Anna
Anna

Reputation: 571

How to concatenate an optional array to another array in Swift?

I know this sounds ridiculous but I am seriously confused now. Basically I have two vars, one is [Data] and one is Array<Data>?

I need to combine these two. I've tried do var1+var2, which is giving me errors say can't do binary operations on these two. So I googled, I can use append method, now there comes more questions:

  1. the append method is crossed out in autofill, so I am not sure if I should use it.
  2. Even if I try to use it (while it's being crossed out), it is still giving me errors

Here is the code and errors I get:

var a1:[Data] //a return value from other function
var a2:Array<Data>? //a parameter that's passed in

a1.append(contentsOf:a2) //Cannot use mutating member on immutable value: function call returns immutable value
a1+a2 //Binary operator '+' cannot be applied to operands of type 'Array<Data>' and 'Array<Data>?'

Both arrays can be empty, how can I concatenate these two arrays?

Upvotes: 0

Views: 1215

Answers (3)

Leo Dabus
Leo Dabus

Reputation: 236420

You can also extend RangeReplaceable Collection and implement a custom append method as well as addition and mutating addition operators as follow:

extension RangeReplaceableCollection {
    public mutating func append<S: Sequence>(contentsOf sequence: S?) where Element == S.Element {
        guard let sequence = sequence else { return }
        reserveCapacity(count + sequence.underestimatedCount)
        append(contentsOf: sequence)
    }
}

extension RangeReplaceableCollection {
    public static func += <S: Sequence>(lhs: inout Self, rhs: S?) where Element == S.Element {
        guard let rhs = rhs else { return }
        lhs.reserveCapacity(lhs.count + rhs.underestimatedCount)
        lhs.append(contentsOf: rhs)
    }
}

extension RangeReplaceableCollection {
    public static func + <S: Sequence>(lhs: Self, rhs: S?) -> Self where Element == S.Element {
        guard let rhs = rhs else { return lhs }
        var result = Self()
        result.reserveCapacity(lhs.count + rhs.underestimatedCount)
        result.append(contentsOf: lhs)
        result.append(contentsOf: rhs)
        return result
    }
}

Playground Testing

var a1 = "abc"
let a2: String? = "d"
let a3: String? = nil
let a4: [Character]? = ["e","f"]

a1 + a2 + a3 + a4  // "abcdef"

a1 + a2
print("a1:", a1)
a1 += a2
print("a1:", a1)
a1 + a3
print("a1:", a1)
a1 += a3
print("a1:", a1)
a1 + a4
print("a1:", a1)
a1 += a4
print("a1:", a1)

a1.append(contentsOf: ["e","f","g"])
print("a1:", a1)
a1.append(contentsOf: "hijkl")
print("a1:", a1)

Upvotes: 1

John Montgomery
John Montgomery

Reputation: 7096

Sulthan's answer is the quick solution, but if you do this a lot in your code, you can overload + to handle it for you automatically:

extension Array {
    static func + (lhs: [Element], rhs: [Element]?) -> [Element] {
        return lhs + (rhs ?? [])
    }
}

Upvotes: 1

Sulthan
Sulthan

Reputation: 130122

One of the arrays is optional. You have to handle the possible nil value somehow.

A simple solution using nil-coalescing:

let concatenated = var1 + (var2 ?? [])

or, slightly more complex:

var concatenated = var1

if let var2 = var2 {
   concatenated.append(var2)
}

There are other possible solutions, of course.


Exercise aim: In full and word for word, copy the listing; no pictures belong in the copy.

========================

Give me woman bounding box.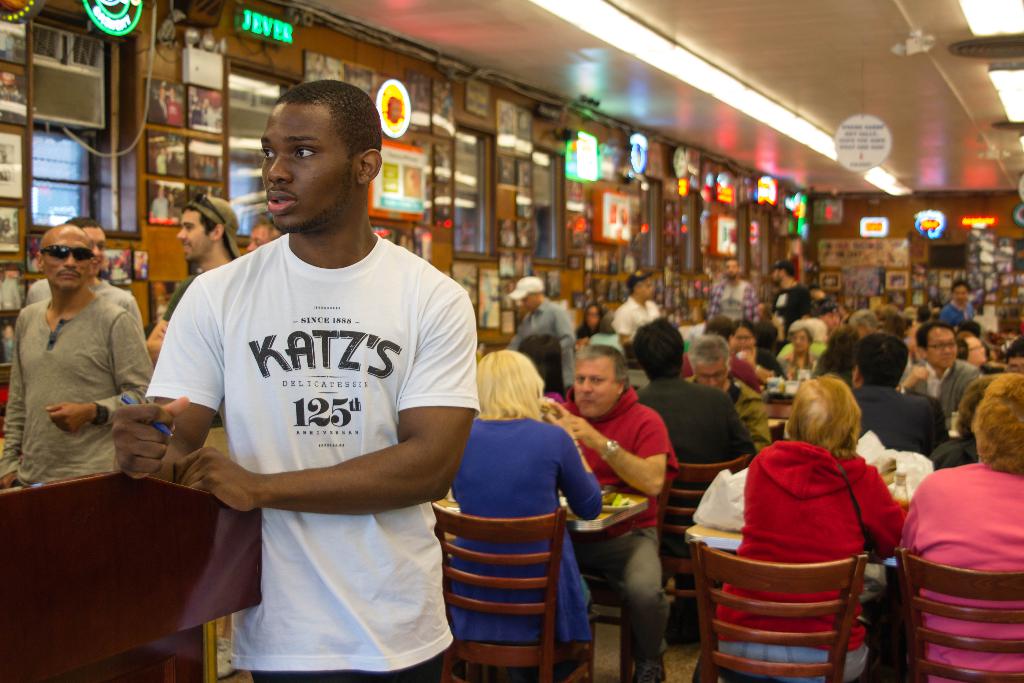
rect(925, 372, 1002, 472).
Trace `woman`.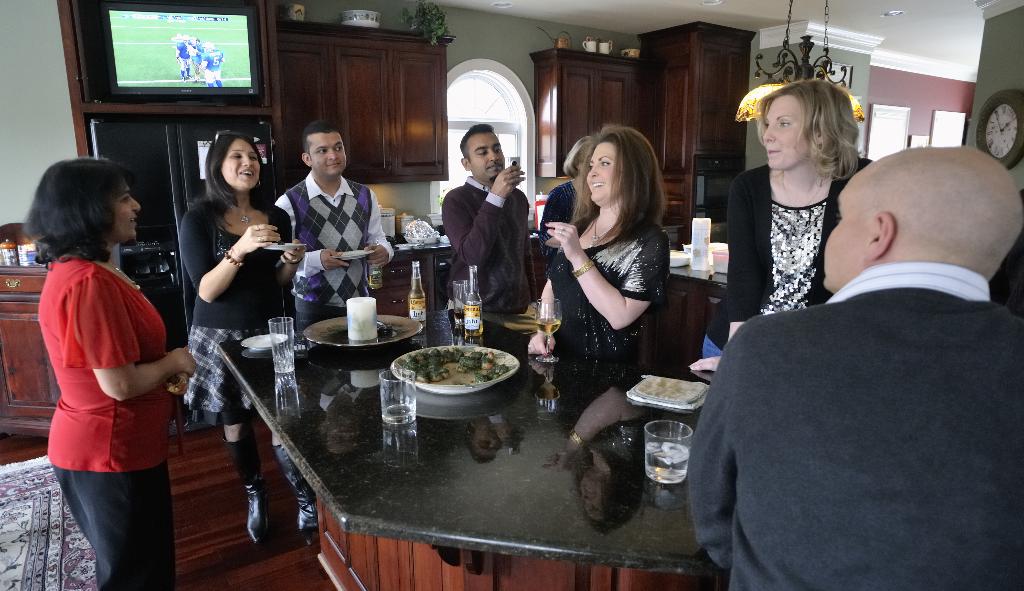
Traced to x1=180, y1=132, x2=320, y2=543.
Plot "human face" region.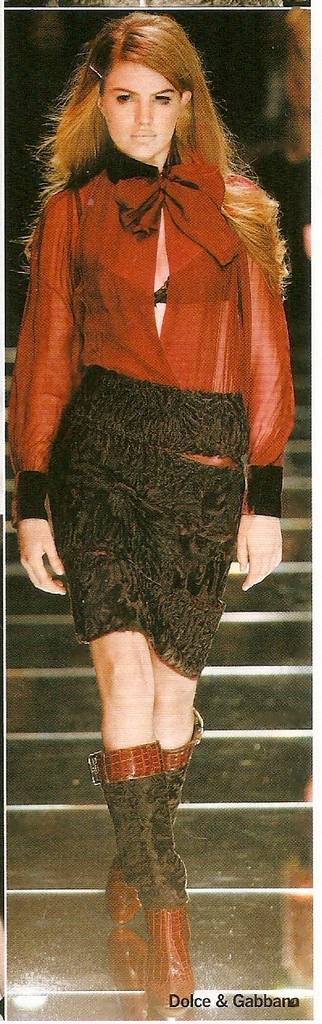
Plotted at [x1=105, y1=62, x2=180, y2=162].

========================

Reply:
Give me woman bounding box.
rect(925, 372, 1002, 472).
Trace `woman`.
Traced to x1=180, y1=132, x2=320, y2=543.
Plot "human face" region.
Plotted at [x1=105, y1=62, x2=180, y2=162].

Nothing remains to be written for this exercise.